What's in a (site) name?
Understanding your site's URLs
“What’s in a name? That which we call a rose
By any other name would smell as sweet.”
Act 2 Scene 2, Romeo and Juliet, Shakespeare
It's a common point of confusion for people to ask what the difference is between their live site and their *.sf.ucdavis.edu site. Or to ask how to get rid of their *.sf.ucdavis.edu since they have their live one now. Or, why does Acquia call your site something different entirely? This post is all about understanding that, in the end, your site is your site no matter its name, just like Shakespeare intended.
Identity Crisis: An Origin Story
When SiteFarm signed on with Acquia Cloud Site Factory for hosting services, it was determined based on our client information, that sites created on Site Factory would be given this site URL format:
http://sitename.ucdsitefarm.acsitefactory.com
Broken down as:
- http:// = Hypertext Transfer Protocol (no encryption or verification)
- sitename = the administrative name requested by you, our client
- ucdsitefarm = SiteFarm's client name as known to Acquia
- acsitefactory.com = Acquia Cloud Site Factory's domain
The name presented us with a few issues:
- It's long and hard to remember, especially since it's only intended as an administrative domain URL,
- Campus Security requires all UC Davis websites to utilize secure encryption via an SSL Certificate, which this didn't have, and
- Search engines would find it, index the site, and share it with the world almost out of the box.
Our team realized we could address a few issues in one change, and this brings us to our first name update.
A Site in Progress
Let's imagine one of our users created a new site called 'abcsite'. The SiteFarm team performed some backend programming to create a naming format to address the points of concern listed above so as to go from:
http://abcsite.ucdsitefarm.acsitefactory.com
to the now familiar URL format of:
https://abcsite.sf.ucdavis.edu
In addition to providing security encryption with HTTPS and making the URL shorter, we also created a trigger for each site's robots.txt file. If you're not familiar, the robots.txt file provides instructions to search engines for if and how they're allowed to crawl a website. For as long as a site is in its unpublished ".sf" state with no live domain associated with it, the site serves a robots.txt file instructing search engines to leave it unindexed, which means it remains invisible to the internet unless you deliberately share a URL with other people or post it in a place where that URL can be found on a live site where pages do get indexed.
So, to this point, you still have the same site—it's just known by two different names.
It's Alive!
When a department feels their site is ready to be published, this is when one or more "live" domains are associated with their SiteFarm site on our hosting platform, Acquia Cloud Site Factory. One primary domain is absolutely required, but in some instances a department may need vanity domains that point to important or highly trafficked spots deeper in the site, or it may be a legacy domain from a previously existing domain name from which they need to redirect to the new domain name.
The site with its development name:
https://abcsite.sf.ucdavis.edu
gains a new name of:
https://abcsite.ucdavis.edu
So now, technically, you can access this site from any of its three names. But which one should you use? And why?
Cache is King
Once your site is published, always log into the live domain name to work on your site. So, in this site example we would use:
https://abcsite.ucdavis.edu/login
The reason is that a different caching process is used for live sites than for sites in development, and updates you make via your live domain should be visible to your visitors almost instantaneously. Because of the nature of your development site, which is not intended for external use, updates made while logged into *.sf.ucdavis.edu could conceivably take several hours to show up on your live site.
A Final Analogy
If it helps to think of it this way, let's liken our website's identity to a person.
A man named Cornelius Paggett grew up feeling something was not quite right with himself and, at the age of twenty-four, realized he was actually a woman. She changed her name from Cornelius to Corinne Paggett and left her deadname behind, never again having a need or use for it. Years later, Corinne met someone and eventually decided to marry. She made the decision to take her spouse's surname and Corinne Paggett, her maiden name, became Corinne Blakely, her married name.
Cornelius Paggett ⇒ Corinne Paggett ⇔ Corinne Blakely
By whatever name given, she was always herself. So, too, with your website.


◆ Your task: Lines below containing the word "monomer" should be copied out.

[Records from a collection of figures]

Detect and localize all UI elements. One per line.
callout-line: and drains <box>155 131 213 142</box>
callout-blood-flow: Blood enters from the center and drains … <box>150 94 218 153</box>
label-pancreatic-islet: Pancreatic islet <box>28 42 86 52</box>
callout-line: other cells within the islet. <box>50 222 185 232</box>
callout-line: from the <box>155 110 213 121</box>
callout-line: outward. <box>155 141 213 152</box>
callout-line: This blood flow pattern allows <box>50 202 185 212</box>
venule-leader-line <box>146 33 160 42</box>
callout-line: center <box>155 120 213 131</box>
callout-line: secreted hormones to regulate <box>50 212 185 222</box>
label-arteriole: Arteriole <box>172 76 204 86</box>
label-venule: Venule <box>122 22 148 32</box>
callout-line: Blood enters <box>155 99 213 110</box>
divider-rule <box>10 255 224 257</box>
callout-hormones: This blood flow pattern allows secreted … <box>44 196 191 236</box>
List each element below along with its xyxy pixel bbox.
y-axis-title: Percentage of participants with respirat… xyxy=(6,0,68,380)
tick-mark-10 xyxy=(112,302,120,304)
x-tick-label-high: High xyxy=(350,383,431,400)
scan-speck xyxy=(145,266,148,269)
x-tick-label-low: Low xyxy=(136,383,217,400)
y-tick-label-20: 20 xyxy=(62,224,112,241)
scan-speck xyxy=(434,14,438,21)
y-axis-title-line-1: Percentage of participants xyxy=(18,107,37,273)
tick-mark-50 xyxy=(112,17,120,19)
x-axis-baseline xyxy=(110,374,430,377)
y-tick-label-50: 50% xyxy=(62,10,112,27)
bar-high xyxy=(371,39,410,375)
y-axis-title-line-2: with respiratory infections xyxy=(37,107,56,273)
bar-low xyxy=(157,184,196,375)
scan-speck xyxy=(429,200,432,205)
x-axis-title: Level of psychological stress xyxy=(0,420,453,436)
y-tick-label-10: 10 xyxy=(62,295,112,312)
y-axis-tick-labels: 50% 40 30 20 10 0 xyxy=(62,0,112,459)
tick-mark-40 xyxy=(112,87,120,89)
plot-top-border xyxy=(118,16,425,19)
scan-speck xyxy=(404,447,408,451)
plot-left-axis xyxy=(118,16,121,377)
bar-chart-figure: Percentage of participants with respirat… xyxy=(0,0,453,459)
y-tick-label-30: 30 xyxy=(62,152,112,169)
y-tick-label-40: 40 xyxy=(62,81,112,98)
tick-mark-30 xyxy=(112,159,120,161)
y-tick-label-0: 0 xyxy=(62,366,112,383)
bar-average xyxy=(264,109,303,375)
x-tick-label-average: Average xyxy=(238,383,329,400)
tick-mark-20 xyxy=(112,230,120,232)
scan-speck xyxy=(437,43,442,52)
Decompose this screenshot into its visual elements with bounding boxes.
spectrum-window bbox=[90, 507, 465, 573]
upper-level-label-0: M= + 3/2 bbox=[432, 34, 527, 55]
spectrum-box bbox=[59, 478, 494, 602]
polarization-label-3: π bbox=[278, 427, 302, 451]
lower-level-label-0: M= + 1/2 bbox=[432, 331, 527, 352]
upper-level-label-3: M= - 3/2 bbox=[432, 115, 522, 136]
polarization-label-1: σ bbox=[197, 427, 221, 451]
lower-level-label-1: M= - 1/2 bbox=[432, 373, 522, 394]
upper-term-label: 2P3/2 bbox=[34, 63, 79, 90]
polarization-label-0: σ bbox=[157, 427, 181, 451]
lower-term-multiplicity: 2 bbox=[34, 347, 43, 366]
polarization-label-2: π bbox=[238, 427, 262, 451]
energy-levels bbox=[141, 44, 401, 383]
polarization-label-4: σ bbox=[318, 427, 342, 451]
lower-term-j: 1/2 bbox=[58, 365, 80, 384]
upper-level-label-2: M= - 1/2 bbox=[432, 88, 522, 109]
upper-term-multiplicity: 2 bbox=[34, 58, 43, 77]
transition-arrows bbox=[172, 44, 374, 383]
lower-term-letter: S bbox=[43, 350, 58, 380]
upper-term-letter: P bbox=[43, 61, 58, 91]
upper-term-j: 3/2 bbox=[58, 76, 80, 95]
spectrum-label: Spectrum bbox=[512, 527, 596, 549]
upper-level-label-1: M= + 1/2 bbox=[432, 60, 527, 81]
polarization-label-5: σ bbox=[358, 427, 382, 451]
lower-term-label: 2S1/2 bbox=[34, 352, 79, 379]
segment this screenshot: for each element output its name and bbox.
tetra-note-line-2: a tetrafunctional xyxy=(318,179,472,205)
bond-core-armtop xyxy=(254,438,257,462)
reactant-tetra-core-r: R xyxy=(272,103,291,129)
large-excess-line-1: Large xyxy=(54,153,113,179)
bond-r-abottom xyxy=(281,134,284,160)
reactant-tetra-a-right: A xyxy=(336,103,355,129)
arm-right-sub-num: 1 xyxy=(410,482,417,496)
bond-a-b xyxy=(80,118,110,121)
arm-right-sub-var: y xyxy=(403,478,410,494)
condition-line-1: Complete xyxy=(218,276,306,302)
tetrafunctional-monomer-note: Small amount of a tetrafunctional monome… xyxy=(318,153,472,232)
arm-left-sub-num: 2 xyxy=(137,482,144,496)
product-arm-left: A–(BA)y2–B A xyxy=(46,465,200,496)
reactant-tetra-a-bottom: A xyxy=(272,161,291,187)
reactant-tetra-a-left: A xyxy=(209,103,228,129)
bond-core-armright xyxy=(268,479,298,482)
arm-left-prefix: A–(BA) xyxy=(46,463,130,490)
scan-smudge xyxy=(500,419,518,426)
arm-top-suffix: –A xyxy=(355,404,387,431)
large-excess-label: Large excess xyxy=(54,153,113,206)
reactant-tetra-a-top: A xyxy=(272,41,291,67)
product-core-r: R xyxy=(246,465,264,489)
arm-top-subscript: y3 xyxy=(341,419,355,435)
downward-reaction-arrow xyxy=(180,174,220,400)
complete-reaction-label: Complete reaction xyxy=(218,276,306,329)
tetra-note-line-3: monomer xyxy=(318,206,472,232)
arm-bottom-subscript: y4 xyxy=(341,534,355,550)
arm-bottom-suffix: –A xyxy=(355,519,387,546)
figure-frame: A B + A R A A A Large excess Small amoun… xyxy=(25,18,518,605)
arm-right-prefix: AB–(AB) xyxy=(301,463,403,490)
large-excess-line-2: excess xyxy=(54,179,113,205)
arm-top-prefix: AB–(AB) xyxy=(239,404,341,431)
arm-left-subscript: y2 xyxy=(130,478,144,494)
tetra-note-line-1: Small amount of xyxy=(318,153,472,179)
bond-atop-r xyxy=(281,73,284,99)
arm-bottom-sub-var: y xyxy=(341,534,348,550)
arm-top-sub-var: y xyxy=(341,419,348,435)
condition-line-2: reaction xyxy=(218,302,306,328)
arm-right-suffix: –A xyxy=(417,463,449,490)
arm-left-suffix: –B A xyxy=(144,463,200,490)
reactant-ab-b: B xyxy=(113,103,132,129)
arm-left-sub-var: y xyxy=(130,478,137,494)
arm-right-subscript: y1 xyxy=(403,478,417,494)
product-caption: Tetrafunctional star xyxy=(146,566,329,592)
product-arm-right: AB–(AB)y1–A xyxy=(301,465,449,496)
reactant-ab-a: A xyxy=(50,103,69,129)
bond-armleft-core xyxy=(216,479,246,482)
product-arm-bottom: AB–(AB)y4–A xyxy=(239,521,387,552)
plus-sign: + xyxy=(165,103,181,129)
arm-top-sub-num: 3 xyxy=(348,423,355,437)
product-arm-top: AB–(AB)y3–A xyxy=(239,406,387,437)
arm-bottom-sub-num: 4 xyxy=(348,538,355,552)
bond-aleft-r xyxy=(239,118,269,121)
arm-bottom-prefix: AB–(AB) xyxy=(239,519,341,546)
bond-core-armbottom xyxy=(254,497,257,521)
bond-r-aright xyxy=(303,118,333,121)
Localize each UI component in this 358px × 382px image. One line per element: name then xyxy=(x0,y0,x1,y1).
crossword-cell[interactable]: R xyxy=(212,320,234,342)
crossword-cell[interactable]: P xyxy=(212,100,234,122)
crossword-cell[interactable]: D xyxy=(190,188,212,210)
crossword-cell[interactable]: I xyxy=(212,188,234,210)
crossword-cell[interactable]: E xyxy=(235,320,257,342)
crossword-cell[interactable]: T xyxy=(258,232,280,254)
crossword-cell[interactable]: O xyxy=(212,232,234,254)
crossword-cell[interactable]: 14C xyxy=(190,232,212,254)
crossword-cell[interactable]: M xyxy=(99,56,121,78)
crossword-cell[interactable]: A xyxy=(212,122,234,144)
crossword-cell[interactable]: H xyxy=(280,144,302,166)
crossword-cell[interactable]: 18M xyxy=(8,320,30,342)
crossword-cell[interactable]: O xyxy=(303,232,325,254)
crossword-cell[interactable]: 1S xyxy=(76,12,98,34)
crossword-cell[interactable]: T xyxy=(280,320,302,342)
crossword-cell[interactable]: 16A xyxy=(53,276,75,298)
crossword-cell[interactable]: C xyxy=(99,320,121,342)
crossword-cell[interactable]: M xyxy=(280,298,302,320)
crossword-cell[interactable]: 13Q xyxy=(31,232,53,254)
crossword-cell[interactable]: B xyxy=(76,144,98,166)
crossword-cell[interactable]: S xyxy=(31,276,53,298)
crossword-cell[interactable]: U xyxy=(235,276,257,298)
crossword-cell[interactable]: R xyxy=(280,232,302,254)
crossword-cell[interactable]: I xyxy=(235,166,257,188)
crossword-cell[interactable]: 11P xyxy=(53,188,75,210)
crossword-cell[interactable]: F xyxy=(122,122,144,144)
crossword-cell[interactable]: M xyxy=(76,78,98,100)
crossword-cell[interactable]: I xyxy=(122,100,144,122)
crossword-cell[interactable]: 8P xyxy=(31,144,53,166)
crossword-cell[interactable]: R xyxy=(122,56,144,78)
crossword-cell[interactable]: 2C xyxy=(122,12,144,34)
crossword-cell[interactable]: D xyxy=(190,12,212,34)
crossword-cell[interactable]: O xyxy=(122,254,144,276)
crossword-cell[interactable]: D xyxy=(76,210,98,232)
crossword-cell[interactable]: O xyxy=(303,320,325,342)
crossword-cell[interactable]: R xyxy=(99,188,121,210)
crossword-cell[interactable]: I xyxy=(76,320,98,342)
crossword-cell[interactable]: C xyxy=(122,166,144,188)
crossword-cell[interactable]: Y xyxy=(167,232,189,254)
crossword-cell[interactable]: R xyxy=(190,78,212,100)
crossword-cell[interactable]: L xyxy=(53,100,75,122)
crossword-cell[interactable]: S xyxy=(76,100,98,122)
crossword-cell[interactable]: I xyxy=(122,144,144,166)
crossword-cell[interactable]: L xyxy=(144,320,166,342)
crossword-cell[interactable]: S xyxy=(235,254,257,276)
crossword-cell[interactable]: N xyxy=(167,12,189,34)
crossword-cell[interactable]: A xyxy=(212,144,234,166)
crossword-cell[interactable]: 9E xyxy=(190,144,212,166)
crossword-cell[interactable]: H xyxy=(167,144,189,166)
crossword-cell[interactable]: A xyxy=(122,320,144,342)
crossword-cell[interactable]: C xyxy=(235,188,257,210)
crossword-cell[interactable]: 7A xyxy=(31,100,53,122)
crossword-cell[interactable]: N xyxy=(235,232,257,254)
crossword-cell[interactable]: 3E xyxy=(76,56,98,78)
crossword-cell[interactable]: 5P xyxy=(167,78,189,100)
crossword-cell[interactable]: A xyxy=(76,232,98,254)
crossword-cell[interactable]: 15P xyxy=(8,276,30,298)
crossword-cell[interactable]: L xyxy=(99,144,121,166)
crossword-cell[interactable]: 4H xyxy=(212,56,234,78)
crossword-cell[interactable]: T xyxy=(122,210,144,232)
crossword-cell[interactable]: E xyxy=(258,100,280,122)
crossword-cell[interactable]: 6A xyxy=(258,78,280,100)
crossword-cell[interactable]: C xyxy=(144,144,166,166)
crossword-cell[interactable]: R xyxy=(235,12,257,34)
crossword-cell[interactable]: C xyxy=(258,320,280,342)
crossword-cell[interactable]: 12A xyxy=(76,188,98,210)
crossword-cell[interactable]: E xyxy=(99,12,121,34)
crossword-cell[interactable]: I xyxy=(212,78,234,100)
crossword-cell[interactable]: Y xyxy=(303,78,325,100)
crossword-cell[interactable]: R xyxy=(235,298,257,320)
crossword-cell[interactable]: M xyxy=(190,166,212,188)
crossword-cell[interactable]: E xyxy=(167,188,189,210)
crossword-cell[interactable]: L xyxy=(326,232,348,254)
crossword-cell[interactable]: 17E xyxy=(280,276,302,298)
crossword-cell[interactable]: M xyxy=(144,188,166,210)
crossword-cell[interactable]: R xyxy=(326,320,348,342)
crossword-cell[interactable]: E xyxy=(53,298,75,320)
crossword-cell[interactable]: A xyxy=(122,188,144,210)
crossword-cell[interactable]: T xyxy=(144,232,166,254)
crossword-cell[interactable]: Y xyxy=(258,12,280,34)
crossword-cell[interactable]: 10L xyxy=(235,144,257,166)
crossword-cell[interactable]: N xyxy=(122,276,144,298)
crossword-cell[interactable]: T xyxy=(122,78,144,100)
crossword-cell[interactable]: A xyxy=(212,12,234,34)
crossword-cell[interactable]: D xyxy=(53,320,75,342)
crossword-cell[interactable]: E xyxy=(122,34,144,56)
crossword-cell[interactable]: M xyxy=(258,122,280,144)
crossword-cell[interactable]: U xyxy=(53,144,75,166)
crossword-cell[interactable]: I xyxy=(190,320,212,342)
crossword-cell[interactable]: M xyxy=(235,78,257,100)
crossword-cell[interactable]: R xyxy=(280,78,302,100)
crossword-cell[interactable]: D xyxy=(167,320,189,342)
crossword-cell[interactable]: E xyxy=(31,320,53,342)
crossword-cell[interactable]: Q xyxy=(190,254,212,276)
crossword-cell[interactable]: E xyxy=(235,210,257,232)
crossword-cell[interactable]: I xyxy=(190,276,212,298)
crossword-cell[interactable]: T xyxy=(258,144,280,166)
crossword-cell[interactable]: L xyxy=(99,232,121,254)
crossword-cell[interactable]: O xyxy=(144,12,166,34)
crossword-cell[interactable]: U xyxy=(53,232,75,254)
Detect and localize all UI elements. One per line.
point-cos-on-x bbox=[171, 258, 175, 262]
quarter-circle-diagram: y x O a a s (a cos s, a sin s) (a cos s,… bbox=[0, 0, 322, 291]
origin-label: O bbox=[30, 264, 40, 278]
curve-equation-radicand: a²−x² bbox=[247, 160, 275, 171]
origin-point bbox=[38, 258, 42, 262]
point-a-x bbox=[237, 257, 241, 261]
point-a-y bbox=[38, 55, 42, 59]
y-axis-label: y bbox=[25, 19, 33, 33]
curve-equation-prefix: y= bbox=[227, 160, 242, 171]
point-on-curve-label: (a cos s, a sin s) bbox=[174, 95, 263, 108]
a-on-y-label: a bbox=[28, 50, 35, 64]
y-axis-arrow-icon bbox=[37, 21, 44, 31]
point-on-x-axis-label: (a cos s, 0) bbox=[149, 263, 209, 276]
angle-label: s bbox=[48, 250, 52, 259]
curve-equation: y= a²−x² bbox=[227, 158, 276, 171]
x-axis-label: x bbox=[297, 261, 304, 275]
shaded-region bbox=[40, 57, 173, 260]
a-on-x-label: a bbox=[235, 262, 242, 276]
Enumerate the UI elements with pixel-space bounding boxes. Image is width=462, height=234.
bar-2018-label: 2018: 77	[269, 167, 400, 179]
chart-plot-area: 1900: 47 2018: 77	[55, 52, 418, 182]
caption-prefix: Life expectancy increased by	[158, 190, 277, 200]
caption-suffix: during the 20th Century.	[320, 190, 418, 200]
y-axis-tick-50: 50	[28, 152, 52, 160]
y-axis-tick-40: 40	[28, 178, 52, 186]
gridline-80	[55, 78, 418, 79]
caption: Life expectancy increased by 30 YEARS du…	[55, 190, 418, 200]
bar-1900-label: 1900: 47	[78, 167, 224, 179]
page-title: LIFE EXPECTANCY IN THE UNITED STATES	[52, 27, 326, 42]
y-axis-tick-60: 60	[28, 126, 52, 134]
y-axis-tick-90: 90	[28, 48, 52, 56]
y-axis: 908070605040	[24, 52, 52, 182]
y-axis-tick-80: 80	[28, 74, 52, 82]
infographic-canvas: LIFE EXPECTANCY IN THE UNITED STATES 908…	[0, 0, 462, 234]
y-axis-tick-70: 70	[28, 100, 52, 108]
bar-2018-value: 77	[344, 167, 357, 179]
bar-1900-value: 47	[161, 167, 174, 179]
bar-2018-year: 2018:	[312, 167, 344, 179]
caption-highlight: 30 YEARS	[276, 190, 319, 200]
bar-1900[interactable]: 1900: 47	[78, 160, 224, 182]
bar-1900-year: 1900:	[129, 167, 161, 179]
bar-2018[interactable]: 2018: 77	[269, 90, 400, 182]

◆ Answer space:
tetrafunctional-monomer-note: Small amount of a tetrafunctional monome… xyxy=(318,153,472,232)
tetra-note-line-3: monomer xyxy=(318,206,472,232)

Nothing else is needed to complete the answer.